Principal Areas of Focus

Advancing the Science of Integration
Advancing the Science of Integration
The Center provides leadership in integration science, a growing field at the intersection of health-system design, service delivery, and social medicine.
Supporting the NCDI Poverty Network
Supporting the NCDI Poverty Network
The Center serves as the administrative home of the Network, a global partnership that delivers lifesaving treatment to people living in extreme poverty with severe noncommunicable diseases.
Incubating New Integration Models
Incubating New Integration Models
The Center expands the scientific basis for integrating care delivery models and social movements to create practicable solutions for achieving global health equity.

Latest News

Journal Series to Explore Integration Science as Key to Meeting Global Health Challenges
Journal Series to Explore Integration Science as Key to Meeting Global Health Challenges
As global health funding continues to contract, a four-paper series being prepared for publication in The Lancet will provide the case for integration science as ...
Save the Date: Third Symposium on Integration Science
Save the Date: Third Symposium on Integration Science
The Center for Integration Science in Global Health Equity will host the Third Symposium on Integration Science on October 27, 2026, from 12 to 5 ...
Integration Science Can Help Heal Global Health Inequities
Integration Science Can Help Heal Global Health Inequities
Integration science can do more than deliver quality healthcare; it can also deliver global health equity solutions.
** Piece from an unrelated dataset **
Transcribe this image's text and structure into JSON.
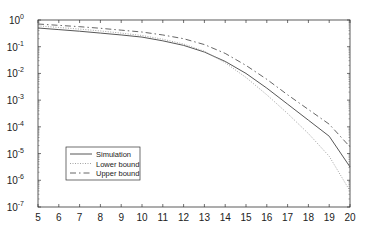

That’s the central premise of “From Local Innovation ...
More Blog Posts

SAVING PRECIOUS LIVES

For the world’s poorest billion people—more than 90 percent of whom live in rural sub-Saharan Africa and South Asia—severe, chronic noncommunicable diseases such as type 1 diabetes, sickle cell disease, and childhood heart disease lead to more than a half a million avoidable deaths among children and young adults each year. PEN-Plus, an integrated care-delivery model designed to serve people living with those conditions in extreme poverty, has proved so successful that all 47 member states of the WHO African Region have voted to adopt it. Learn how this innovative approach is already saving and transforming lives.